Robertson was effectively throwing Walsh a lifeline by telling him to take a deep breath and a second look. But Walsh simply wasn’t prepared to accept the suggestion he may have been badly mistaken.
And, to give this whole episode an unfathomable next step, there was some mysterious briefing rushed out and issued from somewhere almost immediately after the final whistle, in which Walsh’s version appeared to receive the full, unstinting backing of his superiors at the SFA. A statement of some sort which had to be hurriedly withdrawn.
That unprecedented plot twist seemed like a highly peculiar intervention even at the time. It became completely inconceivable when Diomande’s red card was then overturned days later by those same beaks on Hampden’s sixth floor.
And, finally, Collum compounded it all by dismantling Walsh’s decision during his most recent VAR review show and confirming that he has subsequently advised all of his officials that Diomande was the victim of a miscarriage of justice.
Collum’s open and transparent approach to fronting the whole thing up has been widely viewed as both welcome and refreshing. Which is great. The trouble is the more often he’s pushed out there and forced to confess that his men are making an inexplicable mess of it, the more fuel there is to pour on the argument that VAR might be causing more trouble than it’s worth.
Just the other week Norwegian clubs announced they wanted to ditch the system from their domestic game. Sweden never bothered to introduce it in the first place.
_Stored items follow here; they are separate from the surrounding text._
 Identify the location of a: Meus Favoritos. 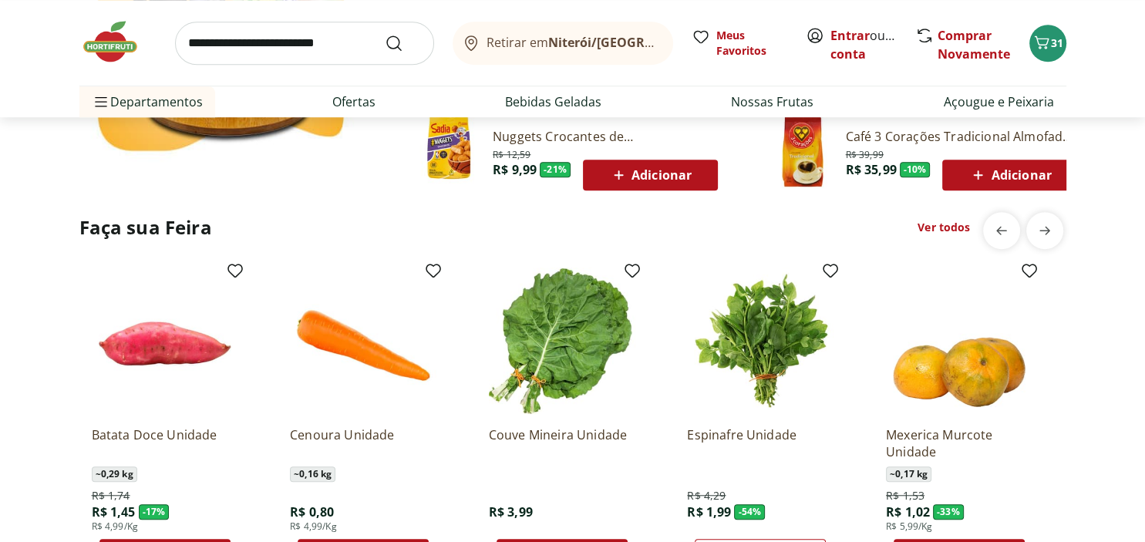
(739, 43).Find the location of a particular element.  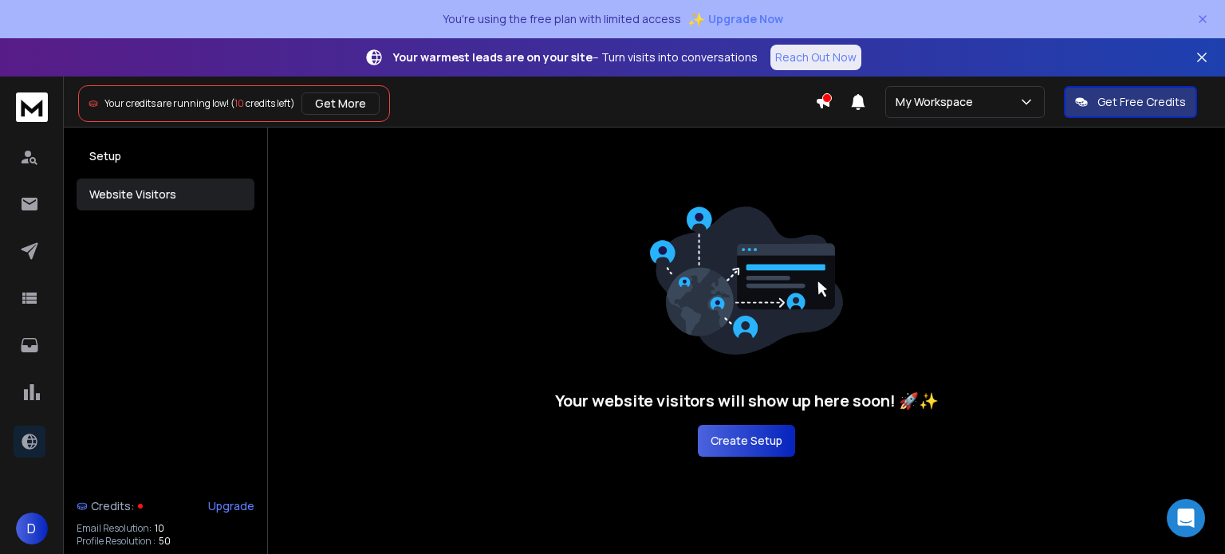

strong: Your warmest leads are on your site is located at coordinates (493, 57).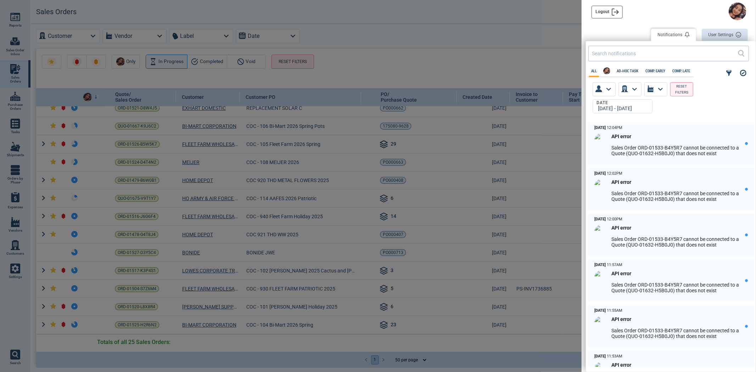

And now the calls are growing for Scottish football to drop kick it into the long grass too.
In this current error strewn environment it’s becoming harder and harder to make a solid case for the defence, even for those of us who see the merits and the value of VAR in assisting and protecting sporting integrity.
In theory, the tech provides our referees with the optimum chance of getting the most difficult, game-defining decisions right. In practice – and in the vast majority of examples – that still holds good.
But the more it’s seen to be misused, the more Collum is forced into holding these regular confessionals and the louder the argument becomes for doing away with it all.
That would represent a retrograde step back towards the game’s dark ages and it should be resisted by all of us who have Scottish football’s best interests at heart. The consequence of stripping out the technology from Clydesdale House would, after all, merely increase the level and the impact of human error.
Yes, it’s glaringly obvious that Scotland’s officials can’t always be trusted to use it properly. And, true, this is why we just can’t have nice things. But the thought of how much worse they might be without it is a genuinely terrifying prospect and the real reason why VAR, warts and all, has to be here to stay.